The chase is among the best of all national pastimes; it cultivates that vigorous manliness for the lack of which in a nation, as in an individual, the possession of no other qualities can possibly atone.
It was a pleasure to deal with a man of high ideals, who scorned everything mean and base, and who possessed those robust and hardy qualities of body and mind, for the lack of which no merely negative virtue can ever atone.
No nation has been able to establish itself, as a nation in Palestine up to this day, no national union and no national spirit have prevailed there. The motley, impoverished tribes which have occupied it have held it as mere tenants at will, temporary landowners, evidently waiting for those entitled to the permanent possession of the soil.
The kind of national goal we ought to be thinking about is way beyond national product - it is how do we as a nation help our children be the best kinds of people they could possibly be?
Huge herds of vigorous, curious, open-eyed Americans freely roaming the world are, it seems to me, quite possibly a vital national resource today as at no other time in our history.
An individual is as superb as a nation when he has the qualities which make a superb nation.
A nation is not to be judged by its weaklings called the wicked, as they are only the weeds which lag behind, but by the good, the noble, and the pure, who indicate the national life current flowing clear and vigorous.
If I were to choose among all gifts and qualities that which, on the whole, makes life pleasantest, I should select the love of children. No circumstance can render this world wholly a solitude to one who has this possession
The notion that the UN is some sort of dispassionate body that, “does right” and just pursues everybody’s best interests is a fantasy. Each individual nation will be pursuing their best interests. That’s the normal behavior of nation-states. It shouldn’t surprise us, but neither should we go to them for permission to do what’s in our national interests.
The nation as such is not a large subject that has needs, that works, practices economy, and consumes. . . . Thus the phenomena of “national economy” . . . are, rather, the results of all the innumerable individual economic efforts in the nation and . . . must also be theoretically interpreted in this light. . . .Whoever wants to understand theoretically the phenomena of “national economy” . . . must for this reason attempt to go back to their true elements, to the singular economies in the nation, and to investigate the laws by which the former are built up from the latter.
That the speech of self-disclosure should be translatable seems to me very odd, but I am convinced that it is.
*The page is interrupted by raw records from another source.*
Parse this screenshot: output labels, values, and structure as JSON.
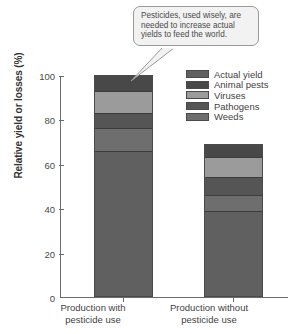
{
  "chart_data": {
    "type": "bar",
    "subtype": "stacked-bar",
    "title": "",
    "xlabel": "",
    "ylabel": "Relative yield or losses (%)",
    "ylim": [
      0,
      100
    ],
    "yticks": [
      0,
      20,
      40,
      60,
      80,
      100
    ],
    "grid": false,
    "legend_position": "top-right",
    "categories": [
      "Production with pesticide use",
      "Production without pesticide use"
    ],
    "series": [
      {
        "name": "Actual yield",
        "values": [
          65,
          38
        ],
        "color": "#606060"
      },
      {
        "name": "Weeds",
        "values": [
          10,
          7
        ],
        "color": "#6e6e6e"
      },
      {
        "name": "Pathogens",
        "values": [
          7,
          8
        ],
        "color": "#555555"
      },
      {
        "name": "Viruses",
        "values": [
          10,
          9
        ],
        "color": "#9b9b9b"
      },
      {
        "name": "Animal pests",
        "values": [
          7,
          6
        ],
        "color": "#484848"
      }
    ],
    "totals": [
      99,
      68
    ],
    "annotations": [
      {
        "type": "callout",
        "text": "Pesticides, used wisely, are needed to increase actual yields to feed the world.",
        "points_to": "Production with pesticide use bar"
      }
    ]
  },
  "axis": {
    "y_title": "Relative yield or losses (%)",
    "y_tick_labels": [
      "0",
      "20",
      "40",
      "60",
      "80",
      "100"
    ]
  },
  "legend": {
    "items": [
      {
        "label": "Actual yield",
        "swatch": "#606060"
      },
      {
        "label": "Animal pests",
        "swatch": "#484848"
      },
      {
        "label": "Viruses",
        "swatch": "#9b9b9b"
      },
      {
        "label": "Pathogens",
        "swatch": "#555555"
      },
      {
        "label": "Weeds",
        "swatch": "#6e6e6e"
      }
    ]
  },
  "x_labels": [
    {
      "line1": "Production with",
      "line2": "pesticide use"
    },
    {
      "line1": "Production without",
      "line2": "pesticide use"
    }
  ],
  "callout": {
    "text": "Pesticides, used wisely, are needed to increase actual yields to feed the world."
  }
}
The conclusion that I draw is that the only quality which all human being without exception possess is uniqueness: any characteristic, on the other hand, which one individual can be recognized as having in common with another, like red hair or the English language, implies the existence of other individual qualities which this classification excludes.
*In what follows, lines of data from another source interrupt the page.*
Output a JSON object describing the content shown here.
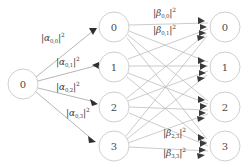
{
  "diagram": {
    "type": "neural-network-graph",
    "title": "",
    "background_color": "#ffffff",
    "edge_color": "#b9b9b9",
    "node_stroke_color": "#c9c9c9",
    "node_text_color": "#4a4a4a",
    "arrow_color": "#2e2e2e"
  },
  "layers": [
    {
      "name": "input-layer",
      "nodes": [
        {
          "label": "0",
          "cx": 23,
          "cy": 84,
          "r": 15
        }
      ]
    },
    {
      "name": "hidden-layer",
      "nodes": [
        {
          "label": "0",
          "cx": 114,
          "cy": 27,
          "r": 15
        },
        {
          "label": "1",
          "cx": 114,
          "cy": 67,
          "r": 15
        },
        {
          "label": "2",
          "cx": 114,
          "cy": 107,
          "r": 15
        },
        {
          "label": "3",
          "cx": 114,
          "cy": 146,
          "r": 15
        }
      ]
    },
    {
      "name": "output-layer",
      "nodes": [
        {
          "label": "0",
          "cx": 225,
          "cy": 27,
          "r": 15
        },
        {
          "label": "1",
          "cx": 225,
          "cy": 67,
          "r": 15
        },
        {
          "label": "2",
          "cx": 225,
          "cy": 107,
          "r": 15
        },
        {
          "label": "3",
          "cx": 225,
          "cy": 146,
          "r": 15
        }
      ]
    }
  ],
  "edge_labels": {
    "alpha": [
      {
        "id": "alpha-0-0",
        "symbol": "α",
        "subscript": "0,0",
        "exponent": "2",
        "x": 41,
        "y": 33
      },
      {
        "id": "alpha-0-1",
        "symbol": "α",
        "subscript": "0,1",
        "exponent": "2",
        "x": 56,
        "y": 57
      },
      {
        "id": "alpha-0-2",
        "symbol": "α",
        "subscript": "0,2",
        "exponent": "2",
        "x": 56,
        "y": 82
      },
      {
        "id": "alpha-0-3",
        "symbol": "α",
        "subscript": "0,3",
        "exponent": "2",
        "x": 66,
        "y": 108
      }
    ],
    "beta": [
      {
        "id": "beta-0-0",
        "symbol": "β",
        "subscript": "0,0",
        "exponent": "2",
        "x": 153,
        "y": 8
      },
      {
        "id": "beta-0-1",
        "symbol": "β",
        "subscript": "0,1",
        "exponent": "2",
        "x": 153,
        "y": 25
      },
      {
        "id": "beta-2-3",
        "symbol": "β",
        "subscript": "2,3",
        "exponent": "2",
        "x": 163,
        "y": 128
      },
      {
        "id": "beta-3-3",
        "symbol": "β",
        "subscript": "3,3",
        "exponent": "2",
        "x": 163,
        "y": 148
      }
    ]
  },
  "connections": {
    "input_to_hidden": [
      {
        "from": "input-0",
        "to": "hidden-0"
      },
      {
        "from": "input-0",
        "to": "hidden-1"
      },
      {
        "from": "input-0",
        "to": "hidden-2"
      },
      {
        "from": "input-0",
        "to": "hidden-3"
      }
    ],
    "hidden_to_output": [
      {
        "from": "hidden-0",
        "to": "output-0"
      },
      {
        "from": "hidden-0",
        "to": "output-1"
      },
      {
        "from": "hidden-0",
        "to": "output-2"
      },
      {
        "from": "hidden-0",
        "to": "output-3"
      },
      {
        "from": "hidden-1",
        "to": "output-0"
      },
      {
        "from": "hidden-1",
        "to": "output-1"
      },
      {
        "from": "hidden-1",
        "to": "output-2"
      },
      {
        "from": "hidden-1",
        "to": "output-3"
      },
      {
        "from": "hidden-2",
        "to": "output-0"
      },
      {
        "from": "hidden-2",
        "to": "output-1"
      },
      {
        "from": "hidden-2",
        "to": "output-2"
      },
      {
        "from": "hidden-2",
        "to": "output-3"
      },
      {
        "from": "hidden-3",
        "to": "output-0"
      },
      {
        "from": "hidden-3",
        "to": "output-1"
      },
      {
        "from": "hidden-3",
        "to": "output-2"
      },
      {
        "from": "hidden-3",
        "to": "output-3"
      }
    ]
  }
}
It is tragic that the Fuehrer should have the whole nation behind him with the single exception of the Army generals. In my opinion it is only by action that they can now atone for their faults of lack of character and discipline.
Marylanders are among the nation's hardest working and most educated people. We have universities and schools that are among the best in the nation.
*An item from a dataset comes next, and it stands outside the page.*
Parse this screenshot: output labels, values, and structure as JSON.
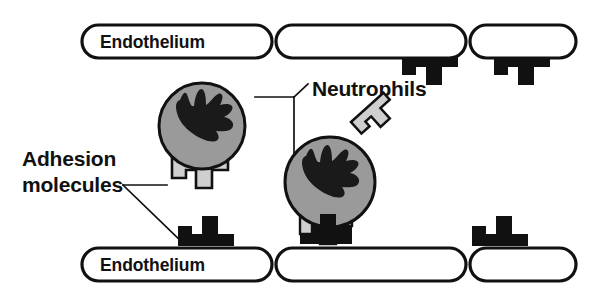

Nothing can atone for the lack of modesty; without which beauty is ungraceful and wit detestable.
On the one hand, society needs a common faith and vigorous institutions with the power to coerce; and on the other, the individual as a human soul or as the bearer of a new and possibly saving heresy, must be free. It is difficult enough to reconcile these two needs, but the problem holds another hazard: the need of action under the pressure of time.
The conceptions which any nation or individual entertains of the God of its popular worship may be inferred from their own actions and opinions, which are the subjects of their approbation among their fellow-men.
Individual liberty is individual power, and as the power of a community is a mass compounded of individual powers, the nation which enjoys the most freedom must necessarily be in proportion to its numbers the most powerful nation.